Third blasphemy for Lvcifyre.
Created in 2007 in England, the band can now count on T. Kaos (guitar/vocals, Death like Mass), Menthor (drums, Bestia Arcana, Enthroned, Epping Forest, Nightbringer, ex-Aoratos) and Cvltvs (bass, ex-Devilish Impressions). Together they compose and record The Broken Seal, their third album. The band is joined by J. Goat (guitar, Corpus Christii, ex-Theriomorphic…) on stage, and we also have backing vocals by Mark of the Devil (Cultes des Ghoules, Death like Mass).
Helped by Stefano Santi (Forgotten Tomb, Extirpation, Crippled Bastards…) for recording as well mix/mastering and illustrated by Daniele Valeriani (Dark Funeral, Lucifer’s Child, Mayhem, Mysticum, Triptykon…), the album is once again marked by occult strengths. Gods Await Us, the first song, immediately proves it with an impressive sound that unveils the most raw and thick from Death and Black Metal. We also have this unholy heaviness on Tribe of Khem and its warlike rhythmic filled with unhealthy elements, but also on Black Beneath The Sun and its powerful flood of blackness. The song perfectly melts a majestic ambience to aggressive and unholy elements, while Headless Rite emphasizes the discomfort feeling with weighing riffs. The song is still quite hooking, then The Broken Seal, the eponymous song, releases all the raw strength the band is able to produce while adding ritualistic elements. The song is some kind of peak of oppression, then it lets place to The Wolf of The Great Dark accompanied by its melancholic introduction, which becomes stranger and stranger.
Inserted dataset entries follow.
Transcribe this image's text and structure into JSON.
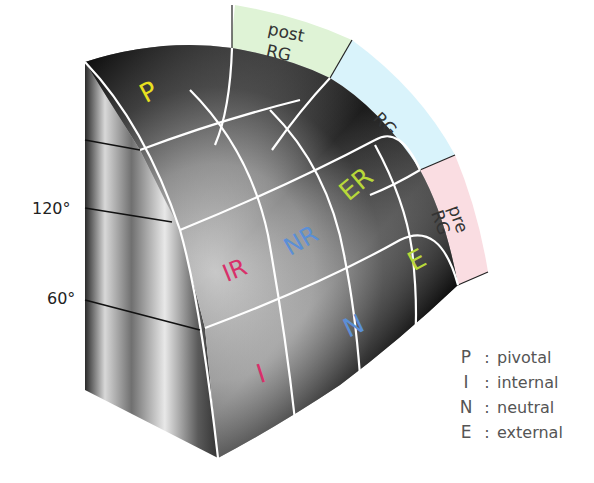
{
  "diagram": {
    "regions": [
      {
        "code": "P",
        "color": "#e8e020"
      },
      {
        "code": "IR",
        "color": "#d8306a"
      },
      {
        "code": "NR",
        "color": "#5b8fd6"
      },
      {
        "code": "ER",
        "color": "#b8d83a"
      },
      {
        "code": "I",
        "color": "#d8306a"
      },
      {
        "code": "N",
        "color": "#5b8fd6"
      },
      {
        "code": "E",
        "color": "#b8d83a"
      }
    ],
    "bands": [
      {
        "line1": "post",
        "line2": "RG",
        "color": "#dff3d6"
      },
      {
        "line1": "RG",
        "line2": "",
        "color": "#d9f3fb"
      },
      {
        "line1": "pre",
        "line2": "RG",
        "color": "#fadde2"
      }
    ],
    "angles": [
      "120°",
      "60°"
    ]
  },
  "legend": [
    {
      "key": "P",
      "sep": ":",
      "value": "pivotal"
    },
    {
      "key": "I",
      "sep": ":",
      "value": "internal"
    },
    {
      "key": "N",
      "sep": ":",
      "value": "neutral"
    },
    {
      "key": "E",
      "sep": ":",
      "value": "external"
    }
  ]
}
Violence doesn’t late to surface again, while The First Archon makes us sink into this ocean of blackness before striking. Blood of Az offers this frightening sample that progressively increases intensity until an impressive but still haunting rhythmic. Some more piercing leads also come to us, then Black Mass, the last song, begins into this atmosphere of anguish. Even if the song is long and punctuated by rage, it is still anchored into this dark viscerality until the last moment.
The name of Lvcifyre always was synonymous with quality. The Broken Seal is no exception by delivering new extremely intense compositions, an unholy oppressive ambience and an unhealthy heaviness.